Sig, as always, has some more comment and insight into organisations. I hope he doesn't mind me reproducing it in full here...

I've got kids. Three teenagers.

Have you tried managing teenagers? Ordering them around? Believe me, a complete waste of time, and counter-productive at best.

Hard as it is, there is only one way, aka leadership:

1. Explain the reasons and purposes and values we live by, down to why dirty dishes needs to find it's way into the dishwasher. Each time.
2. Be the perfect example, all the time, never let down your guard as teenagers have an uncanny ability of spotting discrepancies between what you say and what you do. And trust me, it takes milliseconds before you have to face it.

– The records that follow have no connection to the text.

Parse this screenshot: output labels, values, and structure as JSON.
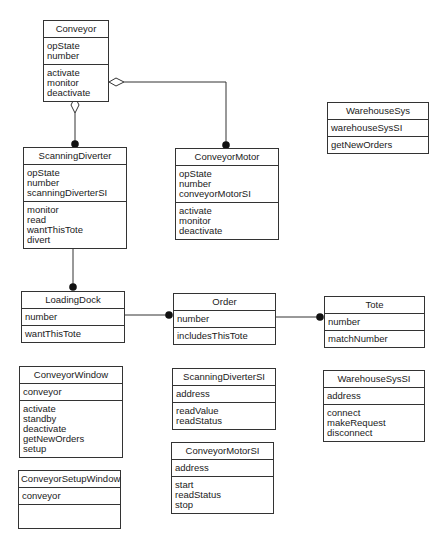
{
  "diagram": {
    "type": "uml-class-diagram",
    "classes": [
      {
        "id": "conveyor",
        "name": "Conveyor",
        "attributes": [
          "opState",
          "number"
        ],
        "operations": [
          "activate",
          "monitor",
          "deactivate"
        ],
        "box": {
          "x": 43,
          "y": 20,
          "w": 66
        }
      },
      {
        "id": "scanningDiverter",
        "name": "ScanningDiverter",
        "attributes": [
          "opState",
          "number",
          "scanningDiverterSI"
        ],
        "operations": [
          "monitor",
          "read",
          "wantThisTote",
          "divert"
        ],
        "box": {
          "x": 23,
          "y": 147,
          "w": 104
        }
      },
      {
        "id": "conveyorMotor",
        "name": "ConveyorMotor",
        "attributes": [
          "opState",
          "number",
          "conveyorMotorSI"
        ],
        "operations": [
          "activate",
          "monitor",
          "deactivate"
        ],
        "box": {
          "x": 175,
          "y": 148,
          "w": 104
        }
      },
      {
        "id": "warehouseSys",
        "name": "WarehouseSys",
        "attributes": [
          "warehouseSysSI"
        ],
        "operations": [
          "getNewOrders"
        ],
        "box": {
          "x": 327,
          "y": 102,
          "w": 102
        }
      },
      {
        "id": "loadingDock",
        "name": "LoadingDock",
        "attributes": [
          "number"
        ],
        "operations": [
          "wantThisTote"
        ],
        "box": {
          "x": 21,
          "y": 291,
          "w": 104
        }
      },
      {
        "id": "order",
        "name": "Order",
        "attributes": [
          "number"
        ],
        "operations": [
          "includesThisTote"
        ],
        "box": {
          "x": 173,
          "y": 293,
          "w": 103
        }
      },
      {
        "id": "tote",
        "name": "Tote",
        "attributes": [
          "number"
        ],
        "operations": [
          "matchNumber"
        ],
        "box": {
          "x": 324,
          "y": 296,
          "w": 101
        }
      },
      {
        "id": "conveyorWindow",
        "name": "ConveyorWindow",
        "attributes": [
          "conveyor"
        ],
        "operations": [
          "activate",
          "standby",
          "deactivate",
          "getNewOrders",
          "setup"
        ],
        "box": {
          "x": 19,
          "y": 366,
          "w": 104
        }
      },
      {
        "id": "conveyorSetupWindow",
        "name": "ConveyorSetupWindow",
        "attributes": [
          "conveyor"
        ],
        "operations": [],
        "box": {
          "x": 18,
          "y": 470,
          "w": 103
        }
      },
      {
        "id": "scanningDiverterSI",
        "name": "ScanningDiverterSI",
        "attributes": [
          "address"
        ],
        "operations": [
          "readValue",
          "readStatus"
        ],
        "box": {
          "x": 172,
          "y": 368,
          "w": 104
        }
      },
      {
        "id": "conveyorMotorSI",
        "name": "ConveyorMotorSI",
        "attributes": [
          "address"
        ],
        "operations": [
          "start",
          "readStatus",
          "stop"
        ],
        "box": {
          "x": 171,
          "y": 442,
          "w": 103
        }
      },
      {
        "id": "warehouseSysSI",
        "name": "WarehouseSysSI",
        "attributes": [
          "address"
        ],
        "operations": [
          "connect",
          "makeRequest",
          "disconnect"
        ],
        "box": {
          "x": 323,
          "y": 370,
          "w": 102
        }
      }
    ],
    "relationships": [
      {
        "from": "conveyor",
        "to": "scanningDiverter",
        "kind": "aggregation",
        "source_end": "hollow-diamond",
        "target_end": "filled-dot-many"
      },
      {
        "from": "conveyor",
        "to": "conveyorMotor",
        "kind": "aggregation",
        "source_end": "hollow-diamond",
        "target_end": "filled-dot-many"
      },
      {
        "from": "scanningDiverter",
        "to": "loadingDock",
        "kind": "association",
        "target_end": "filled-dot-many"
      },
      {
        "from": "loadingDock",
        "to": "order",
        "kind": "association",
        "target_end": "filled-dot-many"
      },
      {
        "from": "order",
        "to": "tote",
        "kind": "association",
        "target_end": "filled-dot-many"
      }
    ],
    "colors": {
      "line": "#333333",
      "background": "#ffffff",
      "text": "#1a1a1a"
    }
  }
}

Did I mention that this part is the hardest and where I fail all the time?

Mindless stuff you might need to manage - sheep for example.

Mindful persons who know what to do, why they do it and the value of it all can organise themselves. In other words, leadership first then get out of the way.

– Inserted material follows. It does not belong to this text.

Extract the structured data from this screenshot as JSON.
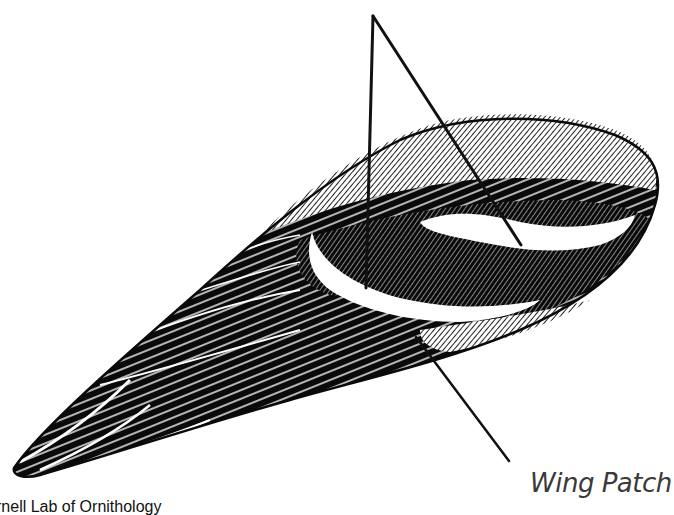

There are only two instances where "management" and "people" are in the same sentence:

1. When you need to organise disorganised bits and pieces like flight, rental car and hotel for your next trip so it all coincides.
2. When the people do not know the whys and the values nor do they see the good examples that transfers such information.

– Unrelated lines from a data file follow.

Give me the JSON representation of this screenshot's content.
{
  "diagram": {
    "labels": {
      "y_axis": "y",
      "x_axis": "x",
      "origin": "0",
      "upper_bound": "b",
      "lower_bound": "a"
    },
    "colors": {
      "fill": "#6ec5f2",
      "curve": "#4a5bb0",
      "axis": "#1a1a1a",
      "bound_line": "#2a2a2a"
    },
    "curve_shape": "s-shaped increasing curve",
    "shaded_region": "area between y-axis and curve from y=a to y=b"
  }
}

Then why is "managing" still on the agenda in enterprises? Why did I go to "management school"?

Are the enterprises disorganised?

Do many not really know the whys and the values, having only been trained in the hows?

Or is it the fact that leadership is damned hard while herding sheep seems so much easier?

Methinks that all three are to blame.

Leading is hard, very hard, and requires a full time state of mind - business at it's best. Managing is often a matter of dishing out orders, burstyness at it's worst.

(Hat tip to James for "business" vs "burstyness", very useful indeed.)